It’s time to examine your existing cars, SUVs, trucks, and vans for some profitable year-end business tax deductions. Your first step is to identify your gain or loss on sale. Once you have the gain or loss, know these basic rules:
- Gains attributable to depreciation produce ordinary income.
- Gains in excess of original basis produce capital gains. (This is unlikely to happen on most business vehicles, but it can happen with classic and antique business vehicles because they can go up in value.)
- Losses on business vehicles produce ordinary deductions.
In general, at this time of year we suspect you are looking for vehicle loss deductions, so that’s where we will look.
Take Your Child’s Car and Sell It
We know. This sounds horrible. But stay with us. What did you do with your old business car? Do you still have it? Is your child driving it? Or perhaps your spouse has it as a personal car.
We ask because that old business vehicle could have a big tax loss embedded in it. If that loss is inside that old business vehicle, your strategy is easy. Take the vehicle and sell it to a third party before December 31 so that you have a tax-deductible loss this year.
Your loss deduction depends on your percentage of business use. That’s one reason to sell this vehicle now: the longer you let your spouse or teenager use it, the smaller your business percentage becomes and the less tax benefit you receive.
Self-Employed? Use the Buy-and-Sell Strategy
Now, thanks to the TCJA tax reform, all business vehicles have gain or loss on sale or trade-in. Here’s how the strategy works:
- The sale to a third party or the “trade-in sale” of your existing business vehicle produces a gain or loss that does not increase or decrease your self-employment taxes.
- The purchase of the replacement vehicle creates depreciation and, if elected, Section 179 expensing deductions. These deductions reduce your self-employment taxes. (Note: This is also true with IRS mileage rates because such rates include depreciation as a component.)
Cash In on Past Vehicle Trade-Ins
In the past (before 2018) when you traded vehicles, you pushed your old business basis to the replacement vehicle under the old Section 1031 tax-deferred exchange rules. (But remember—this rule doesn’t apply any longer to Section 1031 exchanges of vehicles or other personal property occurring after December 31, 2017.)
Regardless of whether you used IRS mileage rates or the actual expense method for deducting your business vehicles, you could find a big deduction here. Check out how Sam finds a $27,000 tax-loss deduction on his existing business car. Sam has been in business for 11 years, during which he
- converted his original personal car to business use;
- then traded in the converted car for a new business car (car 2);
- then traded in car 2 for a replacement business car (car 3); and
- then traded in car 3 for another replacement business car (car 4), which he is driving today.
During the 11 years Sam has been in business, he has owned four cars. Further, he deducted each of his cars using IRS standard mileage rates. To get a mental picture of how this one sale produces a cash cow, consider this: when Sam sells car 4, he is really selling four cars—because the old Section 1031 exchange rules added the old basis of each vehicle to the replacement vehicle’s basis.
Examine your car for this possible loss deduction. Have you been trading business cars? If so, your loss could be big!
Put Your Personal Vehicle in Business Service
Lawmakers reinstated the 100 percent bonus depreciation for 2018, and that creates an effective strategy that costs you nothing but can produce solid deductions. Are you (or your spouse) driving a personal vehicle? If so, you can convert this vehicle to business use before December 31 and qualify it for some hefty bonus-depreciation deductions.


**What to produce:**
Give the records below again, word for word. No pictures belong in the copy.

**Data extracts:**

####

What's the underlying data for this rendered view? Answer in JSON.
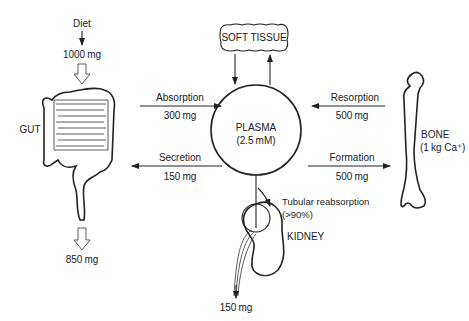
{
  "diagram": {
    "nodes": {
      "diet": {
        "label": "Diet",
        "amount": "1000 mg"
      },
      "gut": {
        "label": "GUT",
        "output": "850 mg"
      },
      "soft_tissue": {
        "label": "SOFT TISSUE"
      },
      "plasma": {
        "label": "PLASMA",
        "concentration": "(2.5 mM)"
      },
      "bone": {
        "label": "BONE",
        "content": "(1 kg Ca⁺)"
      },
      "kidney": {
        "label": "KIDNEY",
        "output": "150 mg"
      }
    },
    "flows": {
      "absorption": {
        "label": "Absorption",
        "amount": "300 mg"
      },
      "secretion": {
        "label": "Secretion",
        "amount": "150 mg"
      },
      "resorption": {
        "label": "Resorption",
        "amount": "500 mg"
      },
      "formation": {
        "label": "Formation",
        "amount": "500 mg"
      },
      "tubular_reabsorption": {
        "label": "Tubular reabsorption",
        "amount": "(>90%)"
      }
    }
  }
}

####

**Output of the task:**
What's the underlying data for this rendered view? Answer in JSON.
{
  "diagram": {
    "nodes": {
      "diet": {
        "label": "Diet",
        "amount": "1000 mg"
      },
      "gut": {
        "label": "GUT",
        "output": "850 mg"
      },
      "soft_tissue": {
        "label": "SOFT TISSUE"
      },
      "plasma": {
        "label": "PLASMA",
        "concentration": "(2.5 mM)"
      },
      "bone": {
        "label": "BONE",
        "content": "(1 kg Ca⁺)"
      },
      "kidney": {
        "label": "KIDNEY",
        "output": "150 mg"
      }
    },
    "flows": {
      "absorption": {
        "label": "Absorption",
        "amount": "300 mg"
      },
      "secretion": {
        "label": "Secretion",
        "amount": "150 mg"
      },
      "resorption": {
        "label": "Resorption",
        "amount": "500 mg"
      },
      "formation": {
        "label": "Formation",
        "amount": "500 mg"
      },
      "tubular_reabsorption": {
        "label": "Tubular reabsorption",
        "amount": "(>90%)"
      }
    }
  }
}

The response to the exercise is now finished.